Kalidass: It is not true that you cannot do a t-test with samples of less than 30. Furthermore, an F test is a t-test when comparing two groups (t-squared = F).
The use of n = 30 as a break point for a small v large sample is an over-simplification, just as is using 0.05 for a 'significance' level in hypothesis testing. In the latter case, the fact that a p-value is a function of sample size and requires a power analysis or other sensitivity analysis to begin to analyze what your data might support, means that you should not use any one particular level for all problems. Unfortunately, people apparently noticed over time that 0.05 may turn out to be a reasonable level in many cases, and the original formulation of the problem was blurred. (You should do a power analysis or better, a confidence interval when appropriate. That would be more usefully interpretable.) Similarly with setting n = 30 as a breaking point for a small sample size. One might say that often that is a good number, but it has been highly overused, misused, and in particular, it seems to have proliferated to different kinds of problems in different disciplines, where in some cases it may generally be too small, or even too large.
Setting n = 30 as the limit of a small sample is an over-simplified "rule-of-thumb" which ignores the real basis for making such a decision. If you can ignore bias and nonsampling error (say, measurement error), though it is often a bad idea to ignore them, you still have to consider variance in your population, so let's consider that (as a minimal consideration).

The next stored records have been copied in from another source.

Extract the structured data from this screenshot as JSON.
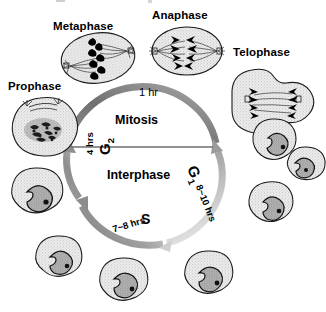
{
  "diagram": {
    "title_visible": false,
    "center_labels": {
      "mitosis": "Mitosis",
      "interphase": "Interphase"
    },
    "mitosis_phases": [
      {
        "name": "prophase",
        "label": "Prophase"
      },
      {
        "name": "metaphase",
        "label": "Metaphase"
      },
      {
        "name": "anaphase",
        "label": "Anaphase"
      },
      {
        "name": "telophase",
        "label": "Telophase"
      }
    ],
    "arc_segments": [
      {
        "name": "mitosis",
        "label": "1 hr",
        "duration": "1 hr"
      },
      {
        "name": "g1",
        "label": "G",
        "subscript": "1",
        "duration": "8~10 hrs"
      },
      {
        "name": "s",
        "label": "S",
        "duration": "7~8 hrs"
      },
      {
        "name": "g2",
        "label": "G",
        "subscript": "2",
        "duration": "4 hrs"
      }
    ],
    "colors": {
      "arrow": "#8a8a8a",
      "arrow_light": "#d8d8d8",
      "ink": "#000000",
      "cell_fill": "#efefef",
      "nucleus_fill": "#bdbdbd",
      "divider": "#6e6e6e"
    },
    "cell_count_interphase": 7,
    "cell_count_mitotic": 4
  }
}
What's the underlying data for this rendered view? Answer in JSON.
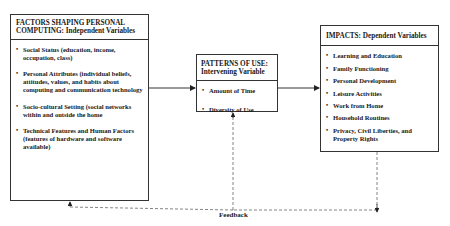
{
  "diagram": {
    "independent": {
      "title": "FACTORS SHAPING PERSONAL COMPUTING: Independent Variables",
      "items": [
        "Social Status (education, income, occupation, class)",
        "Personal Attributes (individual beliefs, attitudes, values, and habits about computing and communication technology",
        "Socio-cultural Setting (social networks within and outside the home",
        "Technical Features and Human Factors (features of hardware and software available)"
      ]
    },
    "intervening": {
      "title": "PATTERNS OF USE: Intervening Variable",
      "items": [
        "Amount of Time",
        "Diversity of Use"
      ]
    },
    "dependent": {
      "title": "IMPACTS: Dependent Variables",
      "items": [
        "Learning and Education",
        "Family Functioning",
        "Personal Development",
        "Leisure Activities",
        "Work from Home",
        "Household Routines",
        "Privacy, Civil Liberties, and Property Rights"
      ]
    },
    "feedback_label": "Feedback",
    "colors": {
      "line": "#333333",
      "dashed": "#666666",
      "background": "#ffffff"
    }
  }
}
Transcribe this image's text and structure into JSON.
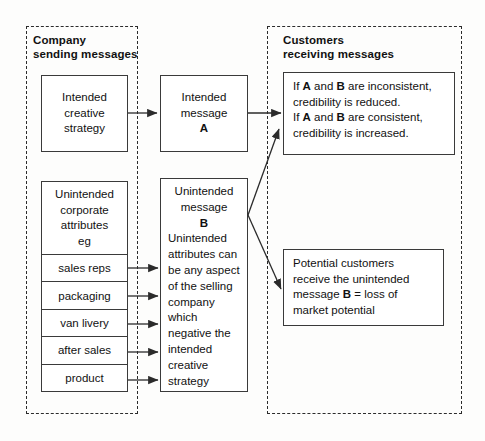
{
  "diagram": {
    "groups": {
      "company": {
        "title": "Company\nsending messages"
      },
      "customers": {
        "title": "Customers\nreceiving messages"
      }
    },
    "nodes": {
      "intended_strategy": {
        "text": "Intended\ncreative\nstrategy"
      },
      "intended_message": {
        "text_lines": "Intended\nmessage",
        "label": "A"
      },
      "credibility": {
        "line1_a": "If ",
        "line1_b": "A",
        "line1_c": " and ",
        "line1_d": "B",
        "line1_e": " are inconsistent,",
        "line2": "credibility is reduced.",
        "line3_a": "If ",
        "line3_b": "A",
        "line3_c": " and ",
        "line3_d": "B",
        "line3_e": " are consistent,",
        "line4": "credibility is increased."
      },
      "unintended_attributes": {
        "head": "Unintended\ncorporate\nattributes\neg",
        "rows": [
          "sales reps",
          "packaging",
          "van livery",
          "after sales",
          "product"
        ]
      },
      "unintended_message": {
        "head_lines": "Unintended\nmessage",
        "label": "B",
        "body": "Unintended\nattributes can\nbe any aspect\nof the selling\ncompany\nwhich\nnegative the\nintended\ncreative\nstrategy"
      },
      "potential_customers": {
        "line1": "Potential customers",
        "line2": "receive the unintended",
        "line3_a": "message ",
        "line3_b": "B",
        "line3_c": " = loss of",
        "line4": "market potential"
      }
    },
    "colors": {
      "stroke": "#3a3a3a",
      "dashed_stroke": "#2b2b2b",
      "text": "#111111",
      "background": "#fdfdfc"
    }
  }
}
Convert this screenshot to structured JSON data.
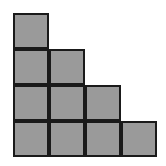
{
  "diagram": {
    "type": "staircase-squares",
    "fill_color": "#9a9a9a",
    "stroke_color": "#1a1a1a",
    "cell_size": 36,
    "origin": [
      13,
      13
    ],
    "row_counts": [
      1,
      2,
      3,
      4
    ],
    "total_squares": 10
  }
}
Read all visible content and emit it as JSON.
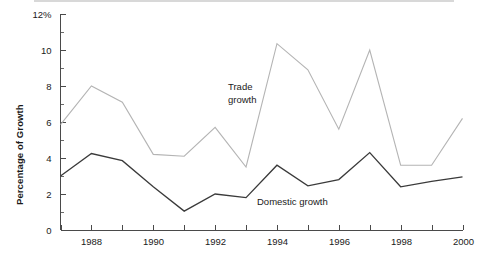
{
  "chart_data": {
    "type": "line",
    "title": "",
    "subtitle": "",
    "xlabel": "",
    "ylabel": "Percentage of Growth",
    "x": [
      1987,
      1988,
      1989,
      1990,
      1991,
      1992,
      1993,
      1994,
      1995,
      1996,
      1997,
      1998,
      1999,
      2000
    ],
    "xlim": [
      1987,
      2000
    ],
    "ylim": [
      0,
      12
    ],
    "ytick_labels": [
      "0",
      "2",
      "4",
      "6",
      "8",
      "10",
      "12%"
    ],
    "ytick_values": [
      0,
      2,
      4,
      6,
      8,
      10,
      12
    ],
    "yminor_values": [
      1,
      3,
      5,
      7,
      9,
      11
    ],
    "xtick_values": [
      1987,
      1988,
      1989,
      1990,
      1991,
      1992,
      1993,
      1994,
      1995,
      1996,
      1997,
      1998,
      1999,
      2000
    ],
    "xtick_labels": [
      "",
      "1988",
      "",
      "1990",
      "",
      "1992",
      "",
      "1994",
      "",
      "1996",
      "",
      "1998",
      "",
      "2000"
    ],
    "grid": false,
    "legend_position": "inline-annotations",
    "series": [
      {
        "name": "Trade growth",
        "color": "#b4b4b4",
        "label_line_1": "Trade",
        "label_line_2": "growth",
        "values": [
          5.85,
          8.0,
          7.1,
          4.2,
          4.1,
          5.7,
          3.5,
          10.35,
          8.9,
          5.6,
          10.0,
          3.6,
          3.6,
          6.2
        ]
      },
      {
        "name": "Domestic growth",
        "color": "#3a3a3a",
        "label_line_1": "Domestic growth",
        "label_line_2": "",
        "values": [
          3.0,
          4.25,
          3.85,
          2.4,
          1.05,
          2.0,
          1.8,
          3.6,
          2.45,
          2.8,
          4.3,
          2.4,
          2.7,
          2.95
        ]
      }
    ]
  },
  "annotations": {
    "trade_label_line1": "Trade",
    "trade_label_line2": "growth",
    "domestic_label": "Domestic growth"
  },
  "axes": {
    "y_axis_title": "Percentage of Growth"
  }
}
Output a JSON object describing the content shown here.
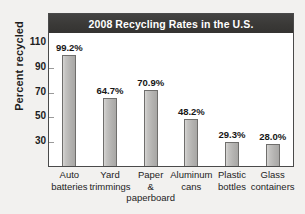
{
  "chart_data": {
    "type": "bar",
    "title": "2008 Recycling Rates in the U.S.",
    "xlabel": "",
    "ylabel": "Percent recycled",
    "ylim": [
      10,
      118
    ],
    "yticks": [
      110,
      90,
      70,
      50,
      30
    ],
    "grid": false,
    "legend": "none",
    "categories": [
      "Auto\nbatteries",
      "Yard\ntrimmings",
      "Paper\n&\npaperboard",
      "Aluminum\ncans",
      "Plastic\nbottles",
      "Glass\ncontainers"
    ],
    "values": [
      99.2,
      64.7,
      70.9,
      48.2,
      29.3,
      28.0
    ],
    "value_labels": [
      "99.2%",
      "64.7%",
      "70.9%",
      "48.2%",
      "29.3%",
      "28.0%"
    ],
    "colors": {
      "bar_fill": "#b4b3b1",
      "bar_edge": "#6f6e6c",
      "title_bar": "#3a3937",
      "title_text": "#ffffff",
      "plot_background": "#ffffff",
      "figure_background": "#f2f1ef",
      "axis": "#4a4a4a",
      "text": "#1d1d1d"
    }
  }
}
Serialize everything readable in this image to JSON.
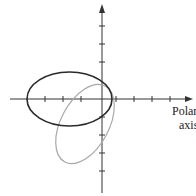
{
  "diagram": {
    "type": "polar-coordinate-plot",
    "axis_label_line1": "Polar",
    "axis_label_line2": "axis",
    "colors": {
      "axis": "#333333",
      "curve_dark": "#2a2a2a",
      "curve_light": "#a8a8a8",
      "background": "#ffffff"
    },
    "curves": [
      {
        "name": "dark-ellipse",
        "description": "Ellipse centered on polar axis, extending left of pole"
      },
      {
        "name": "light-ellipse",
        "description": "Rotated ellipse, tilted, extending below polar axis"
      }
    ],
    "horizontal_ticks": 7,
    "vertical_ticks": 7
  }
}
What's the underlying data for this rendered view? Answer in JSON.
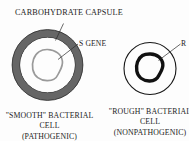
{
  "figure": {
    "background_color": "#fdfdfd",
    "ink_color": "#1c1c1c",
    "capsule_gray": "#6e6e6e",
    "gene_gray": "#9a9a9a"
  },
  "annotations": {
    "carbohydrate_capsule": "CARBOHYDRATE CAPSULE",
    "s_gene": "S GENE",
    "r_gene": "R"
  },
  "smooth_cell": {
    "caption_line_1": "\"SMOOTH\" BACTERIAL",
    "caption_line_2": "CELL",
    "caption_line_3": "(PATHOGENIC)"
  },
  "rough_cell": {
    "caption_line_1": "\"ROUGH\" BACTERIAL",
    "caption_line_2": "CELL",
    "caption_line_3": "(NONPATHOGENIC)"
  }
}
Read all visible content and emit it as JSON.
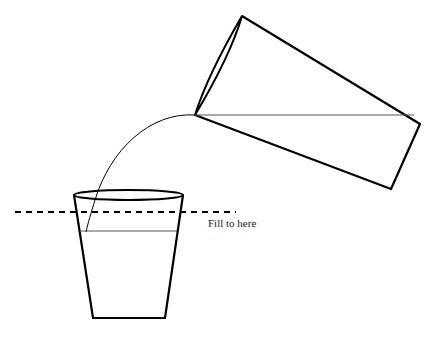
{
  "diagram": {
    "fill_line_label": "Fill to here",
    "colors": {
      "stroke": "#000000",
      "water_line": "#555555",
      "background": "#ffffff",
      "text": "#222222"
    },
    "elements": [
      {
        "name": "tilted-pouring-cup",
        "description": "Tapered cup tilted to the left, pouring"
      },
      {
        "name": "pour-stream",
        "description": "Curved stream of water from cup lip into glass"
      },
      {
        "name": "receiving-glass",
        "description": "Tapered glass with elliptical rim, partially filled"
      },
      {
        "name": "fill-line",
        "description": "Dashed horizontal line marking target fill level"
      },
      {
        "name": "current-water-level",
        "description": "Current water surface inside glass, below fill line"
      }
    ]
  }
}
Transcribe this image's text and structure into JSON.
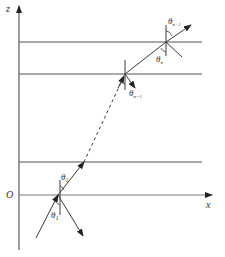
{
  "diagram": {
    "title": "",
    "axes": {
      "z_label": "z",
      "x_label": "x",
      "origin_label": "O"
    },
    "angles": {
      "theta_1_upper": {
        "symbol": "θ",
        "sub": "1"
      },
      "theta_1_lower": {
        "symbol": "θ",
        "sub": "1"
      },
      "theta_n_minus_1": {
        "symbol": "θ",
        "sub": "n−1"
      },
      "theta_n": {
        "symbol": "θ",
        "sub": "n"
      },
      "theta_n_plus_1": {
        "symbol": "θ",
        "sub": "n+1"
      }
    },
    "colors": {
      "line": "#3a3a3a",
      "background": "#ffffff"
    },
    "layers": 4
  }
}
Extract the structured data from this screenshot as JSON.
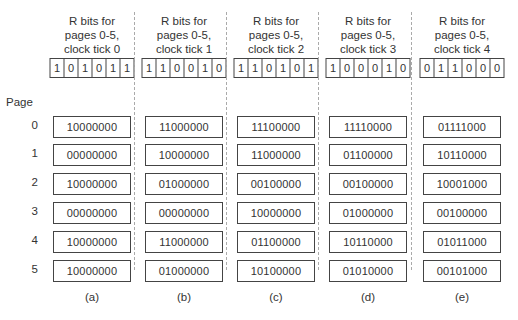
{
  "page_label": "Page",
  "pages": [
    "0",
    "1",
    "2",
    "3",
    "4",
    "5"
  ],
  "columns": [
    {
      "title_lines": [
        "R bits for",
        "pages 0-5,",
        "clock tick 0"
      ],
      "r_bits": [
        "1",
        "0",
        "1",
        "0",
        "1",
        "1"
      ],
      "counters": [
        "10000000",
        "00000000",
        "10000000",
        "00000000",
        "10000000",
        "10000000"
      ],
      "caption": "(a)"
    },
    {
      "title_lines": [
        "R bits for",
        "pages 0-5,",
        "clock tick 1"
      ],
      "r_bits": [
        "1",
        "1",
        "0",
        "0",
        "1",
        "0"
      ],
      "counters": [
        "11000000",
        "10000000",
        "01000000",
        "00000000",
        "11000000",
        "01000000"
      ],
      "caption": "(b)"
    },
    {
      "title_lines": [
        "R bits for",
        "pages 0-5,",
        "clock tick 2"
      ],
      "r_bits": [
        "1",
        "1",
        "0",
        "1",
        "0",
        "1"
      ],
      "counters": [
        "11100000",
        "11000000",
        "00100000",
        "10000000",
        "01100000",
        "10100000"
      ],
      "caption": "(c)"
    },
    {
      "title_lines": [
        "R bits for",
        "pages 0-5,",
        "clock tick 3"
      ],
      "r_bits": [
        "1",
        "0",
        "0",
        "0",
        "1",
        "0"
      ],
      "counters": [
        "11110000",
        "01100000",
        "00100000",
        "01000000",
        "10110000",
        "01010000"
      ],
      "caption": "(d)"
    },
    {
      "title_lines": [
        "R bits for",
        "pages 0-5,",
        "clock tick 4"
      ],
      "r_bits": [
        "0",
        "1",
        "1",
        "0",
        "0",
        "0"
      ],
      "counters": [
        "01111000",
        "10110000",
        "10001000",
        "00100000",
        "01011000",
        "00101000"
      ],
      "caption": "(e)"
    }
  ]
}
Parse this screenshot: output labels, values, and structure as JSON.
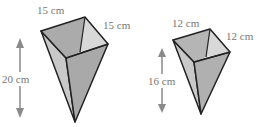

The greater the population variance, the greater the sample size needed. To understand that clearly, consider the hypothetical situation that you have a population with a variable, y, such that every value of y is the same. It would not take a large sample before you realized that a good deal more sampling is going to likely be unnecessary. So maybe n=10 could be considered to be large. On the other hand, if there is a lot of variance, this would not be the case.
Often it may be useful to obtain a few observations as a pilot test, to estimate what sample sizes would then be considered large or small for your case.
I worked with continuous data, using model-based estimation, and developed a method for estimating sample size needs (one of my featured publications), where the formula for determining that is in remarkably close to the same format as found for simple random sampling (say, in Cochran (1977), Sampling Techniques). We need an estimate of sigma to estimate what is a reasonable sample size. (In finite population statistics, this is complicated slightly by the need for a finite population correction (fpc) factor. Also, there are considerations such as stratification.)
But the main thing you might want to consider is your population variance - and even the variance of the variance. That is, even if you have almost no variance in your population, it will take a large enough sample size to show that is the case. And there can always be a few extra-large or extra-small cases in a highly skewed distribution such as the ones with which I have dealt.
I do not pretend to understand your subject matter or kind of data collected, but it is rather universal that what should be considered a small sample will vary from application to application, and it is based on factors not the least of which is population variance.
You could start a pilot study and see how far you need to go before making your final sampling plan.